WHAT YOU NEED TO DO
In your copy, include every line of the records exactly and no picture at all.

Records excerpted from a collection
::::
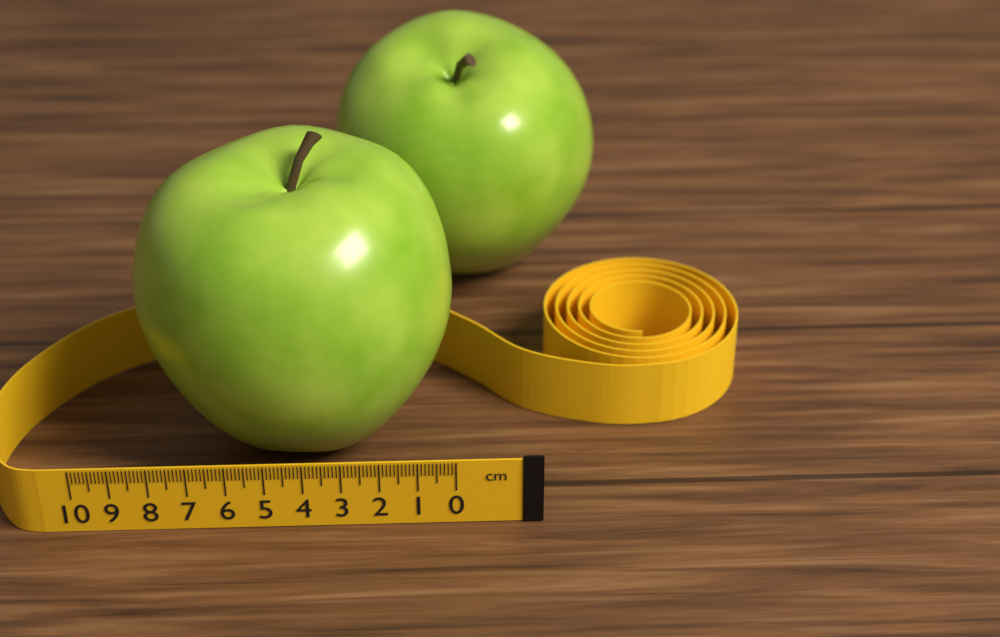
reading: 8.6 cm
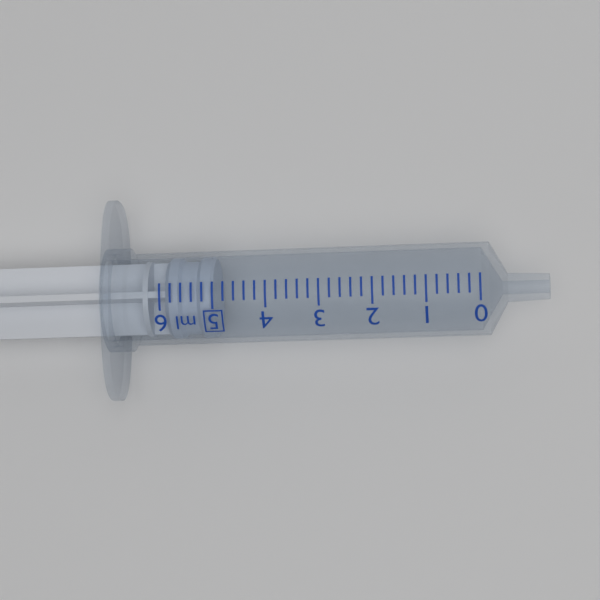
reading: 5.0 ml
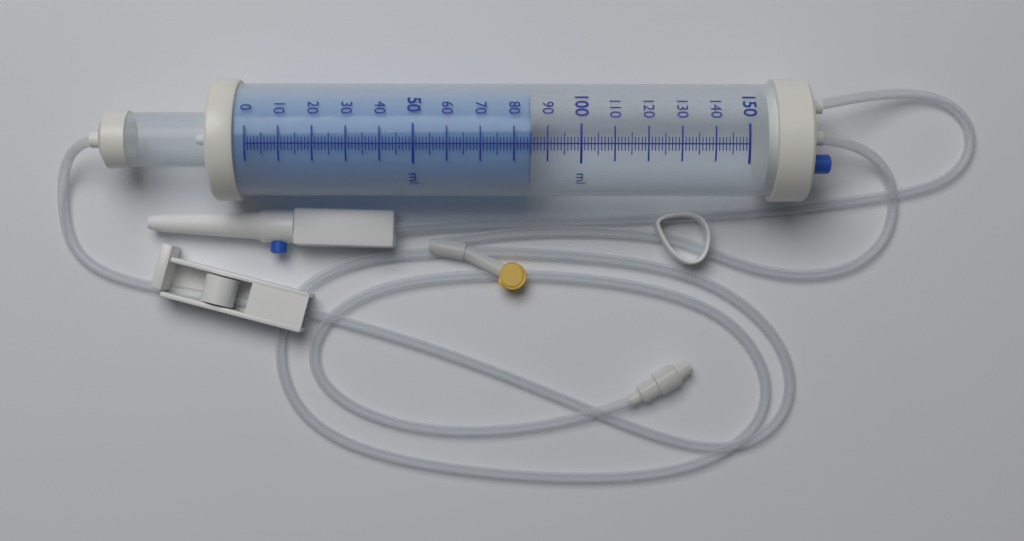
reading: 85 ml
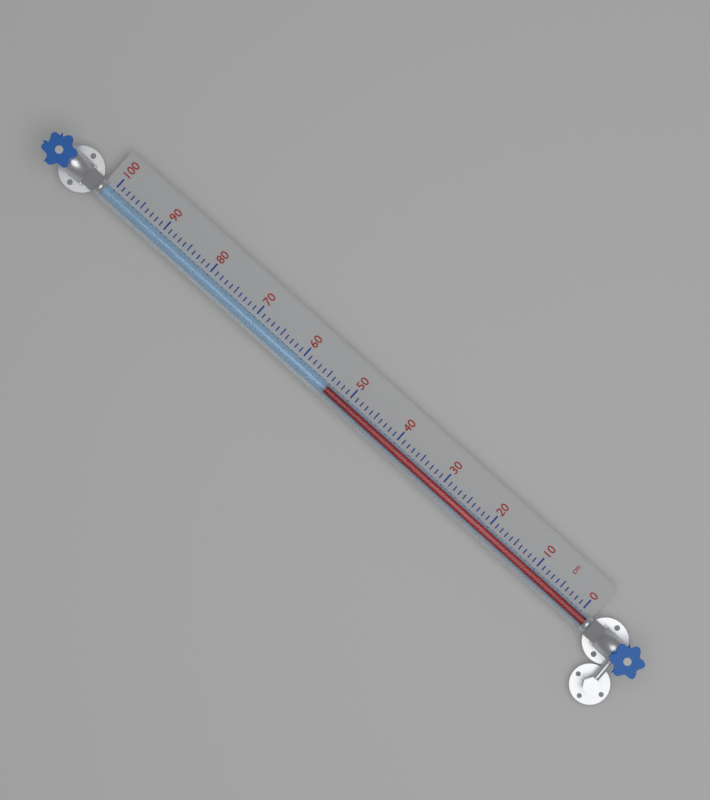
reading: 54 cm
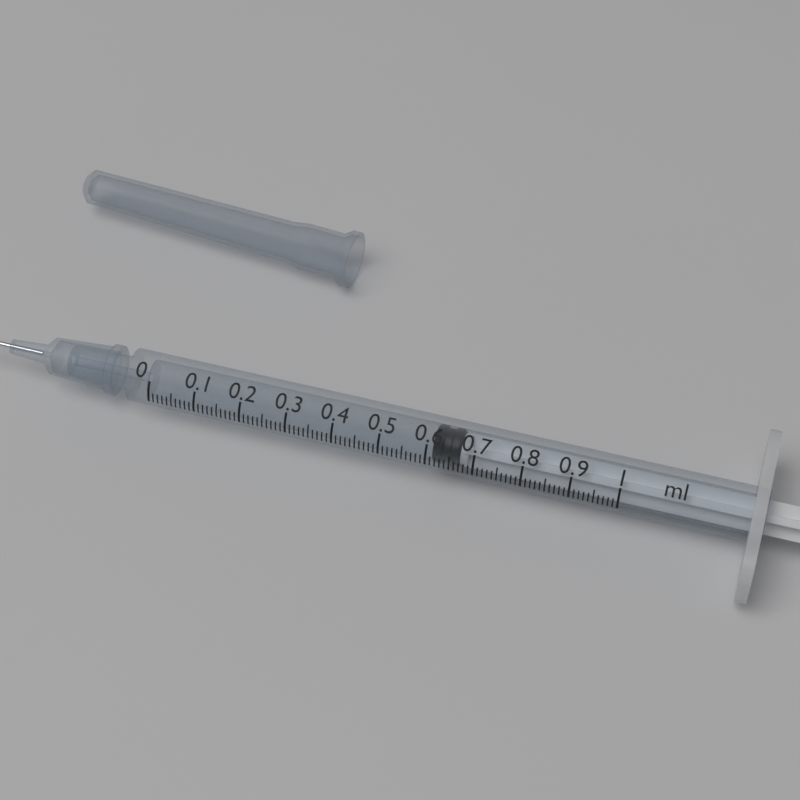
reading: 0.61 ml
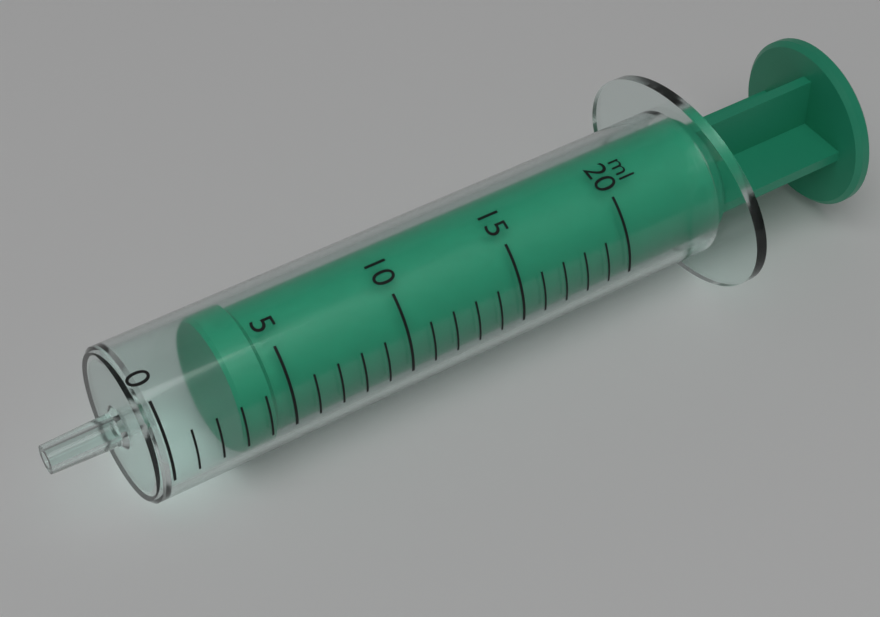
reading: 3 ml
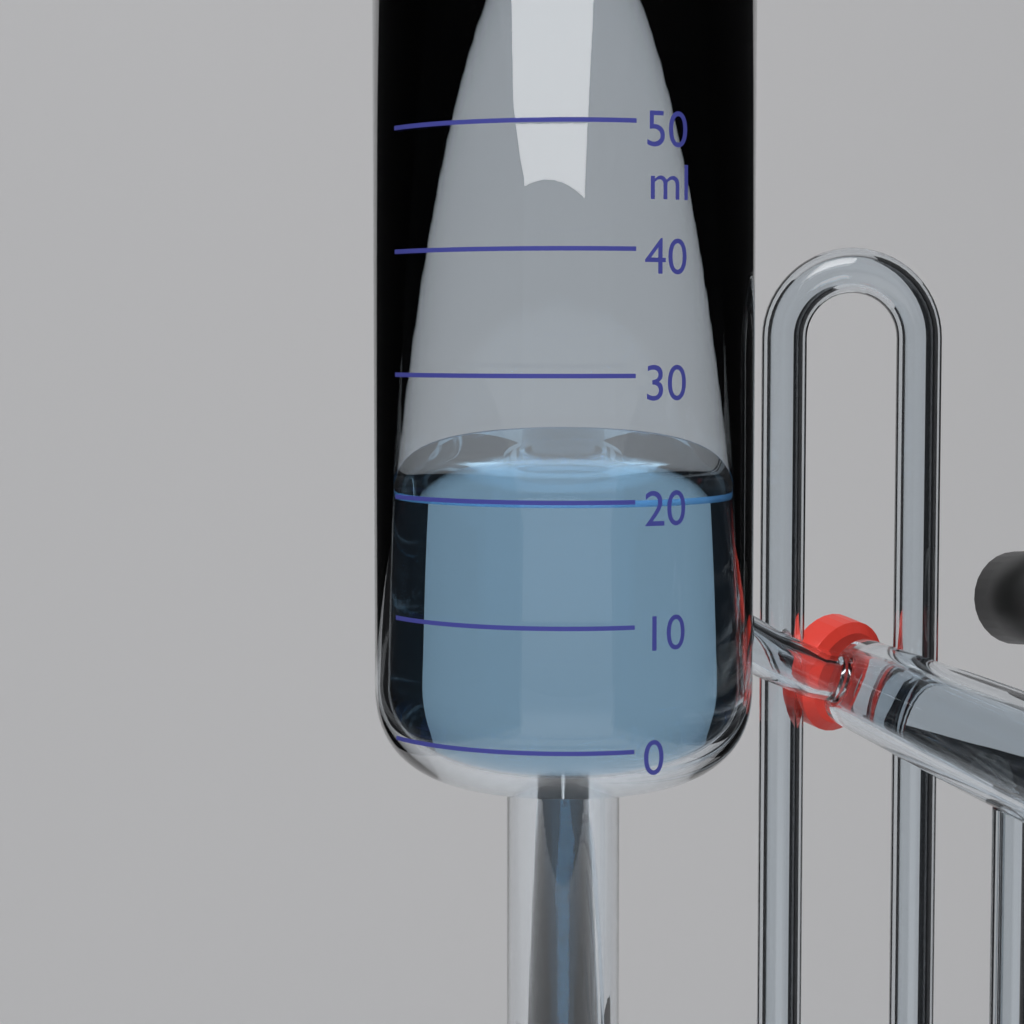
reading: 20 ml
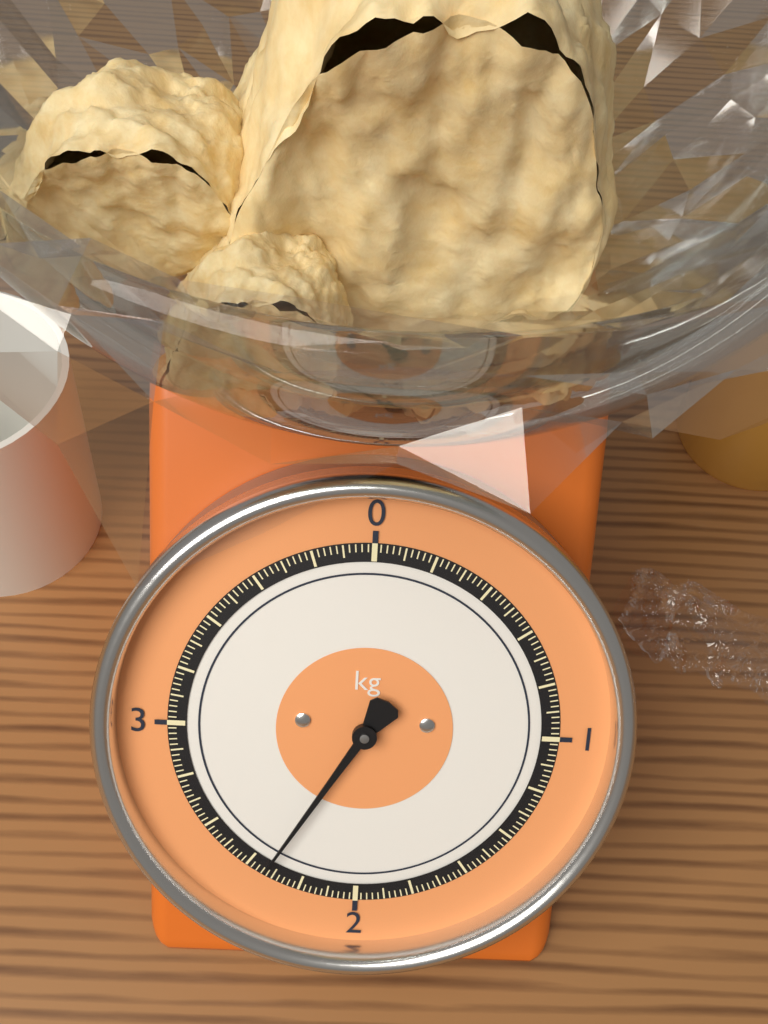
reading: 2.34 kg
::::
OUTPUT OF THE TASK
reading: 8.6 cm
reading: 5.0 ml
reading: 85 ml
reading: 54 cm
reading: 0.61 ml
reading: 3 ml
reading: 20 ml
reading: 2.34 kg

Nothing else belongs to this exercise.